Which is why I've saved mine for the second paragraph. "Consistency is the last refuge of the unimaginative" - Oscar Wilde. While Sir Clive Woodward might be caught stroking his chin and staring profoundly towards the middle distance if he read that, you imagine Brian Ashton would, according to his mood, frown or growl and then dismiss it with a contemptuous silence or an earthy quip.
Ashton is a distinctly unpretentious, unlike Woodward. Both though, are extremely imaginative people: Woodward in his management strategies and Ashton in his brand of rugby. Woodward is perceived in some parts of sport as being kinkier than a repressed sergeant major, while Ashton has made his reputation through advocating intelligent, thoughtful and spontaneous rugby. Those impressions may not be entirely right, but that they exist at all shows both men were regarded as visionaries in their profession.
Until, that is, the most important matches in both men's careers came around. For all the differences between the two World Cup campaigns run by them, one similarity is that both have been marked by the sacrificing of the imaginative aspects of the game for a return to basic, pragmatic consistency. Woodward did it over the year preceding the start of the 2003 campaign, Ashton has done it over the last month.
In Ashton's case, it has very much been as a last refuge. His team has gone through 20 changes of personnel over the course of the six matches since the opener against the USA, and he has managed to fit all 31 of his players into a match 22 at some point. Only two players have played in the starting XVs of every match (and a cookie goes to whoever names them first).
In 2003, Woodward made many changes, and used most of his players too - each switch was planned and deliberate. He fielded identical XVs in both the first and last matches of the Cup. He knew his best team months in advance, and he protected it.
Ashton has not been tinkering and tailoring so much as desperately casting about for his best team. Tom Rees, Shaun Perry, Jamie Noon, Olly Barkley, Joe Worsley, Lawrence Dallaglio - all of them started against the USA on September 7. He finally found it - and that he did at all is astonishing - just in time for the quarter-finals. Even then it was by near-accident, with Andy Farrell dropping out injured.
Ashton's best team may not even be taking the pitch now. He would surely have stuck with the XV from the quarter- and semi-finals had he been able to. Imagination is not what wins you World Cups; consistency is. In both performance and selection.
And it is that maxim that explains the selection of Mark Cueto, rather than Dan Hipkiss. England's midfield combination was one of the most troublesome areas for Ashton to fix. Matthew Tait and Mike Catt have come through England's two toughest matches intact, and though the combination is unlikely to still be in place come the Six Nations, it is the most secure partnership England have in that area.
Hipkiss may well have been able to better exploit Francois Steyn's defensive weaknesses, but the match-up of Tait and JP Pietersen would have been too great a compromise.
Cueto has been mediocre in the games he has played in this Cup, and being moved around from full-back to the wing (there's that unnecessary early imagination working) didn't help.
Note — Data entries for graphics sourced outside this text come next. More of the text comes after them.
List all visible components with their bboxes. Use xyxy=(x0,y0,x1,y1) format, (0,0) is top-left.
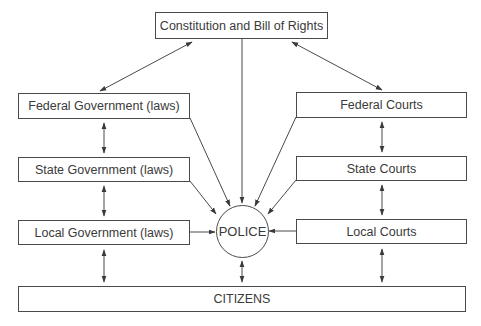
edge-federal-courts-police xyxy=(255,117,296,206)
police-relationships-diagram: Constitution and Bill of Rights Federal … xyxy=(0,0,481,326)
edge-constitution-federal-courts xyxy=(292,42,382,90)
node-local-government: Local Government (laws) xyxy=(18,220,190,245)
node-constitution: Constitution and Bill of Rights xyxy=(155,12,328,39)
node-federal-government: Federal Government (laws) xyxy=(18,93,190,119)
node-local-courts: Local Courts xyxy=(296,219,467,244)
node-state-government: State Government (laws) xyxy=(18,157,190,182)
edge-state-government-police xyxy=(190,181,216,214)
edge-state-courts-police xyxy=(268,180,296,214)
edge-federal-government-police xyxy=(190,118,230,206)
node-police: POLICE xyxy=(216,205,269,258)
node-state-courts: State Courts xyxy=(296,156,467,181)
node-citizens: CITIZENS xyxy=(18,286,466,312)
node-federal-courts: Federal Courts xyxy=(296,92,467,118)
edge-constitution-federal-government xyxy=(100,42,192,91)
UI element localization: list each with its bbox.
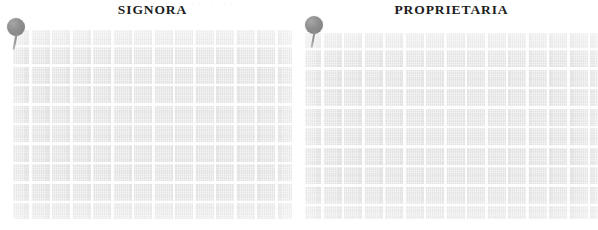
fabric-swatch-proprietaria [305,33,598,219]
scanned-page: · · · · · · · · · · · · · SIGNORA PROPRI… [0,0,598,230]
pin-marker-signora[interactable] [7,18,33,52]
panel-title-signora: SIGNORA [13,2,292,18]
panel-title-proprietaria: PROPRIETARIA [305,2,598,18]
pin-marker-proprietaria[interactable] [305,16,331,50]
swatch-panel-proprietaria: PROPRIETARIA [305,2,598,219]
swatch-panel-signora: SIGNORA [13,2,292,219]
fabric-swatch-signora [13,30,292,219]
However he is far less likely than Tait to miss a tackle, and given the counter-attacking ability of both South Africa's wings, that could be crucial come Saturday.
The squad is otherwise free of change, despite questions over whether, say, George Chuter would have been a better pick than Mark Regan. Ashton's pragmatism has come along pretty late, achieving in two matches what Woodward did in two years, but it might just have arrived in time to secure the same, glorious result.